Task statement: Of the entries below, return exactly those lines that fall between the one containing "This screenshot has height=684, width=1216." and the one containing "The image size is (845, 1785).", the two end lines included.

*** Input data

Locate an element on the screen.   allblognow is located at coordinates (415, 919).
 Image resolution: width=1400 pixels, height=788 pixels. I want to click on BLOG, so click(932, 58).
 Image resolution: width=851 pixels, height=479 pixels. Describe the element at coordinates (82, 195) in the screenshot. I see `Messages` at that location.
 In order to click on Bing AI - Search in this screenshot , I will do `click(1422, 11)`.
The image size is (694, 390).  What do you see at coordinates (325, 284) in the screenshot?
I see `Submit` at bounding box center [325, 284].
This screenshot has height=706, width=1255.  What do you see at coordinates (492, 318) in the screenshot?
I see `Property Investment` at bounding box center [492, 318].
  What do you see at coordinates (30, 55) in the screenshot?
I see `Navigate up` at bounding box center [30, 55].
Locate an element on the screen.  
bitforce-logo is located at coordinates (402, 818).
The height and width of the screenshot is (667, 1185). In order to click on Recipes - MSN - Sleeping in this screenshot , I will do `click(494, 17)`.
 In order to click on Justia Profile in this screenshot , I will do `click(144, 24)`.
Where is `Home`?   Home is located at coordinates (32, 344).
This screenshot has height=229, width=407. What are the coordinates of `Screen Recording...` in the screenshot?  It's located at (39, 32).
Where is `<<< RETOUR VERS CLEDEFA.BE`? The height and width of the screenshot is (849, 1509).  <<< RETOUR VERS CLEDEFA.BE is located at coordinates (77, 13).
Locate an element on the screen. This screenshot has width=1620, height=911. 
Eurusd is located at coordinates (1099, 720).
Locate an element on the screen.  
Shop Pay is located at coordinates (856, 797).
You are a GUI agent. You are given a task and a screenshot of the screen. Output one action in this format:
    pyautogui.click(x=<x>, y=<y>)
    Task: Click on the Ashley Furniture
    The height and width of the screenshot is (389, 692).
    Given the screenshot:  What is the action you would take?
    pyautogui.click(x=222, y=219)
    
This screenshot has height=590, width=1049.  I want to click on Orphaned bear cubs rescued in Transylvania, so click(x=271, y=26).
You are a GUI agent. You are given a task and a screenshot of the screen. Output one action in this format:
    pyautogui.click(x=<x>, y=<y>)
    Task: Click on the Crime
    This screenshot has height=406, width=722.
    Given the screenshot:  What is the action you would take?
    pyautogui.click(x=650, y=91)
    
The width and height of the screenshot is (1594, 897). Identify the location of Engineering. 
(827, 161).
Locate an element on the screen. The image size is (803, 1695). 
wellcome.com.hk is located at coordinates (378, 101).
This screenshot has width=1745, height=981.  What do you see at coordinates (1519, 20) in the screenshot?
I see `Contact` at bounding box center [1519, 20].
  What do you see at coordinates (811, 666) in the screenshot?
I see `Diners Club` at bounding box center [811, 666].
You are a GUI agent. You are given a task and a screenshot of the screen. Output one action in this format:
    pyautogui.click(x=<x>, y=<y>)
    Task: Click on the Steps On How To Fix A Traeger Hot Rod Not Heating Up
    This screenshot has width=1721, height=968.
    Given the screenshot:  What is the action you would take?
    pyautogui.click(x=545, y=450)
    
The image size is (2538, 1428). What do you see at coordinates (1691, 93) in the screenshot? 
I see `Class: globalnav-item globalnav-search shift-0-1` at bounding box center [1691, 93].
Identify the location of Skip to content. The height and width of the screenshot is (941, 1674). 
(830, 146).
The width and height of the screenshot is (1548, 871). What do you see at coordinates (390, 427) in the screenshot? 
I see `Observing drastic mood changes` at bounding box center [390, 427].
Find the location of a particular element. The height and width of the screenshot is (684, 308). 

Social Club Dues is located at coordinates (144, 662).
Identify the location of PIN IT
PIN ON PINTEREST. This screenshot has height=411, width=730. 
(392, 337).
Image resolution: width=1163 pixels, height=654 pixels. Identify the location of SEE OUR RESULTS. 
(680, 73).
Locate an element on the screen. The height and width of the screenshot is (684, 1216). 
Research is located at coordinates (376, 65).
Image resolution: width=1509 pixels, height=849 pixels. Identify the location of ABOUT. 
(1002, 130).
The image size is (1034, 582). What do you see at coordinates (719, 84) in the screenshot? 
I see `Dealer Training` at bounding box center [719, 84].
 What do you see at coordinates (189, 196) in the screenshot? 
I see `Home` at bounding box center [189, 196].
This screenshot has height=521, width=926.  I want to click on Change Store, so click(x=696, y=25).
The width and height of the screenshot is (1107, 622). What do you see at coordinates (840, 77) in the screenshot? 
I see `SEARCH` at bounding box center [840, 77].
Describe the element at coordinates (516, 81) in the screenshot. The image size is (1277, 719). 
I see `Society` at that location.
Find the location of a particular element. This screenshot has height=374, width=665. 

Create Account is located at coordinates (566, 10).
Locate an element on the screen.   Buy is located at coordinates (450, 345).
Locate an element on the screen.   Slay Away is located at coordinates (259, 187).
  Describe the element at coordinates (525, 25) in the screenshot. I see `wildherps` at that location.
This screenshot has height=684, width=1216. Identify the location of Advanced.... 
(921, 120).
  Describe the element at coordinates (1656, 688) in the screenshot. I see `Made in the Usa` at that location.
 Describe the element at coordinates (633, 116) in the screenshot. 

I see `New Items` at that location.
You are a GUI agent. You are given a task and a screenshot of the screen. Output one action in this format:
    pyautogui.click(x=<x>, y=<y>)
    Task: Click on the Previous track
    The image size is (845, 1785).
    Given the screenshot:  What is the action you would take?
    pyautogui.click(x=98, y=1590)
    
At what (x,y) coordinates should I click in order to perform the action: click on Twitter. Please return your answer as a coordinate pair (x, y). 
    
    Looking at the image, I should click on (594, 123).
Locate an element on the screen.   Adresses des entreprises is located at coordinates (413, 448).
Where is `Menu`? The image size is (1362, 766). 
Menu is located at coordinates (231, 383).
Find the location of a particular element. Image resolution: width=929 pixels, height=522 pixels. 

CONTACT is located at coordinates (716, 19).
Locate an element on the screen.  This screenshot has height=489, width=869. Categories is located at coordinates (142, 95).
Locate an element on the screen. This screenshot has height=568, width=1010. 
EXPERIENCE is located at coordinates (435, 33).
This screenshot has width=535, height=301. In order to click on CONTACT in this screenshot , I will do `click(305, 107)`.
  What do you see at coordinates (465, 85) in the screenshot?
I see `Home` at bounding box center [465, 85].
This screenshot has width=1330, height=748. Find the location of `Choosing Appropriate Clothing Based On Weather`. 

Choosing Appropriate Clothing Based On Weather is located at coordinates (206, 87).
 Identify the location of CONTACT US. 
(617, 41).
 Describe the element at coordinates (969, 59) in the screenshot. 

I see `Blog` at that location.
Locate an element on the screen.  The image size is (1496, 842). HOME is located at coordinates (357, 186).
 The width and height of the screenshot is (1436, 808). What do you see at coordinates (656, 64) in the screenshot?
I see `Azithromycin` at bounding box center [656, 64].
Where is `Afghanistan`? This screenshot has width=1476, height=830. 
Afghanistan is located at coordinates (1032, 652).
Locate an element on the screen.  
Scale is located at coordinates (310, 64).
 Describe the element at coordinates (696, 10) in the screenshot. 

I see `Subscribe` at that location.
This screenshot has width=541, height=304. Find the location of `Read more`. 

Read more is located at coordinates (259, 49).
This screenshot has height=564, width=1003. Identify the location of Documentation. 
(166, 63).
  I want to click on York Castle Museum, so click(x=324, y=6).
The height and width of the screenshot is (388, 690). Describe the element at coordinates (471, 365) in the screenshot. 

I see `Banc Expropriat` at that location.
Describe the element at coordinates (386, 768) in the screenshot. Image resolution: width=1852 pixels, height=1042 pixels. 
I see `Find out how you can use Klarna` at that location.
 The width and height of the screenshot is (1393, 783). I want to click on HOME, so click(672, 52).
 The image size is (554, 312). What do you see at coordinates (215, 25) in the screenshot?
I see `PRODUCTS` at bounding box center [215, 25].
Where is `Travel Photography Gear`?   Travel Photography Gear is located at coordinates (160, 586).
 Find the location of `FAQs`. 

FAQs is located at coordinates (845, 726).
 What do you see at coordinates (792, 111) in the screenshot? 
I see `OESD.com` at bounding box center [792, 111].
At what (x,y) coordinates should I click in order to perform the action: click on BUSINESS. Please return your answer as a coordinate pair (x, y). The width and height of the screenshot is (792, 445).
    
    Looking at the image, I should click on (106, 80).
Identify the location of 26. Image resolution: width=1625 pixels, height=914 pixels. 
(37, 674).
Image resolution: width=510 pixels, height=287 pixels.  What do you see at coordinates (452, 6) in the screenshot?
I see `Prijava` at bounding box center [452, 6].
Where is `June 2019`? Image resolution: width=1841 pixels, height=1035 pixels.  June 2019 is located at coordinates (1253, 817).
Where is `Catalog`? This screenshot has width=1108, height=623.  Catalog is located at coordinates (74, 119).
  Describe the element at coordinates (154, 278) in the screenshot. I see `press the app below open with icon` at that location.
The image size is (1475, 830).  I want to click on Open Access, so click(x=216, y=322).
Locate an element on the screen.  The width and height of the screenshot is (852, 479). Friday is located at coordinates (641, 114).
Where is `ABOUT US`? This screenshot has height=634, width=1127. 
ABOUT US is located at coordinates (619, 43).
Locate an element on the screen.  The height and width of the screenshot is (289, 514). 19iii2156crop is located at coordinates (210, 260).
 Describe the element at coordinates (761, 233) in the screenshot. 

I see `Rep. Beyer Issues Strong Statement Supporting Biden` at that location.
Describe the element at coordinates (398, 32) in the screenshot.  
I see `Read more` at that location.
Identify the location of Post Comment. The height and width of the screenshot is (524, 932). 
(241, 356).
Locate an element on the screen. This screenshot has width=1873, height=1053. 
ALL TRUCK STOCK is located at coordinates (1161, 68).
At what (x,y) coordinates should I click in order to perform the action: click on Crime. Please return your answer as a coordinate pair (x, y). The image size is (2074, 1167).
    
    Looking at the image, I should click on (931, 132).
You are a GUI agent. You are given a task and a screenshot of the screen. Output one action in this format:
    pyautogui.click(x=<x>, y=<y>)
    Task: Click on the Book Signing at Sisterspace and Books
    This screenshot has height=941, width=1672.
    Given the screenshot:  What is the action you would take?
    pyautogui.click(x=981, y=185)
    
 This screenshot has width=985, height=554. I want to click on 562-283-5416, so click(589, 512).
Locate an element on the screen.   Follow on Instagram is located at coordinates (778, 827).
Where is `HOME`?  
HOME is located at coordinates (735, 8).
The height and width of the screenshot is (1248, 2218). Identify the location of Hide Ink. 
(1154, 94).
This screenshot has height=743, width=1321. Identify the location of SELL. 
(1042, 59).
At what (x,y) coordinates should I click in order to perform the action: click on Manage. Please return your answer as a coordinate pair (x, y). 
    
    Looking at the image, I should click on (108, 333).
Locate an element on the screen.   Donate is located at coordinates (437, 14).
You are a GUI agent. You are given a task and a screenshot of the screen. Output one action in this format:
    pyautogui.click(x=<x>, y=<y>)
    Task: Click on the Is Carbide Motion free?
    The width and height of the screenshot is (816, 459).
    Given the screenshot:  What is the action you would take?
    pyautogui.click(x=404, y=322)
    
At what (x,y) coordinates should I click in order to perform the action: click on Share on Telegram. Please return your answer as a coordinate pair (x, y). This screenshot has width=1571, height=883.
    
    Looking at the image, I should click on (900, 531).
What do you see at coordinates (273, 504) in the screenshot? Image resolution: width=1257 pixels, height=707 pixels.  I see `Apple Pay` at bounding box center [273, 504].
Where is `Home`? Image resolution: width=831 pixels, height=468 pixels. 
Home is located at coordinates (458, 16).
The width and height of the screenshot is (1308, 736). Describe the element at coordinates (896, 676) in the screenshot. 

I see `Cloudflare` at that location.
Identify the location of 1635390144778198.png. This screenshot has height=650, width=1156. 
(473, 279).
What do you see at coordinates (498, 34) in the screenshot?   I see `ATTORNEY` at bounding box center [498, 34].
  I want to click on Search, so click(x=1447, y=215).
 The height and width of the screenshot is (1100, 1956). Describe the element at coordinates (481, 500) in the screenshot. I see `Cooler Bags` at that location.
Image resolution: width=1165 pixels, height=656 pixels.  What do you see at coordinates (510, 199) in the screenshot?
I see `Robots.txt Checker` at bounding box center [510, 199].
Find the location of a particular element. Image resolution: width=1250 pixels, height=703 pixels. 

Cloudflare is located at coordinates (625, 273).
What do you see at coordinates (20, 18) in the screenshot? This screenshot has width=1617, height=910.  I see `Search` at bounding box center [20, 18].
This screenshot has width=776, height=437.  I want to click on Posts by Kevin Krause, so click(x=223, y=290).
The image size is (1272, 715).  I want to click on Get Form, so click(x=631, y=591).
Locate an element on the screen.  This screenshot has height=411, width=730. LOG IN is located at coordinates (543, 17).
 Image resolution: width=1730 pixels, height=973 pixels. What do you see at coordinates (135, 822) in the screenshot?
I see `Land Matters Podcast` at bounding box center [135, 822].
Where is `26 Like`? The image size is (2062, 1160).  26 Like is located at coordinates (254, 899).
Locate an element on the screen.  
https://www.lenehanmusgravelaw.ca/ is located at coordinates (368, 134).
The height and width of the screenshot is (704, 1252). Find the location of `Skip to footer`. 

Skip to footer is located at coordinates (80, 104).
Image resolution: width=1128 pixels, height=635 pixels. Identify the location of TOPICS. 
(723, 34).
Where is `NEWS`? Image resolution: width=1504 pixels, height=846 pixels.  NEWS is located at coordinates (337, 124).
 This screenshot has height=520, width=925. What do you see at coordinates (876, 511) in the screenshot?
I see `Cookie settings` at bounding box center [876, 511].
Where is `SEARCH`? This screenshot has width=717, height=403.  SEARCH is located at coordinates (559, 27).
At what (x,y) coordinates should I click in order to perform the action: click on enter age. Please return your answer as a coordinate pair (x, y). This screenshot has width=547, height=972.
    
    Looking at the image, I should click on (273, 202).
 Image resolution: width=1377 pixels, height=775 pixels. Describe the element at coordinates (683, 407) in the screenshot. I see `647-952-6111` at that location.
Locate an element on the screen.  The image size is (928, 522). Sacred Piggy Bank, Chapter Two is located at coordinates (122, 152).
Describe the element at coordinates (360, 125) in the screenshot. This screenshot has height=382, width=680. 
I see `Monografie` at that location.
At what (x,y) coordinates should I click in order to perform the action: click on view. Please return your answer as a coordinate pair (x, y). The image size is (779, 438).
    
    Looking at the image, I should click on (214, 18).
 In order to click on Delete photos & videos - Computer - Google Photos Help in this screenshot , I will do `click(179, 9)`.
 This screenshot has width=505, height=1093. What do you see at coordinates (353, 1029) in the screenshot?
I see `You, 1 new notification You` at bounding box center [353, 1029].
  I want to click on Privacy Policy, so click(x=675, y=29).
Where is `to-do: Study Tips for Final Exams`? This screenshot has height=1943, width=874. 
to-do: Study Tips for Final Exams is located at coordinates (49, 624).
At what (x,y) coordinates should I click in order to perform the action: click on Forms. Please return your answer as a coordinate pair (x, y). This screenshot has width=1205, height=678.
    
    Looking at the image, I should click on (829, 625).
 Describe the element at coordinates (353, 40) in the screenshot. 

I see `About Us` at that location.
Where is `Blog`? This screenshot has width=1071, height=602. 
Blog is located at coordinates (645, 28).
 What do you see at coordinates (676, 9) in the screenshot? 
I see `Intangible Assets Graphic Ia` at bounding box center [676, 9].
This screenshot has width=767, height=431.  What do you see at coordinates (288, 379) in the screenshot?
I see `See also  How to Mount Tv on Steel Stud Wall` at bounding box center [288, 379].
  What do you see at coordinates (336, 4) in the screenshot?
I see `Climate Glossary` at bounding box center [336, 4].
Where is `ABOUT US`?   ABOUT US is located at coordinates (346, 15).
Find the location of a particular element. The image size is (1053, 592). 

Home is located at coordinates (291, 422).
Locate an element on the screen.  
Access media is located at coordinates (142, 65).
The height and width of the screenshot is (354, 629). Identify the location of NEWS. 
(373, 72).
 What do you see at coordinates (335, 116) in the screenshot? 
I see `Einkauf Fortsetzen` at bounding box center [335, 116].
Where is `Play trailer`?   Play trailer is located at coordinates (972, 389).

******

Written response:
This screenshot has height=684, width=1216. Identify the location of Advanced.... 
(921, 120).
  Describe the element at coordinates (1656, 688) in the screenshot. I see `Made in the Usa` at that location.
 Describe the element at coordinates (633, 116) in the screenshot. 

I see `New Items` at that location.
You are a GUI agent. You are given a task and a screenshot of the screen. Output one action in this format:
    pyautogui.click(x=<x>, y=<y>)
    Task: Click on the Previous track
    The image size is (845, 1785).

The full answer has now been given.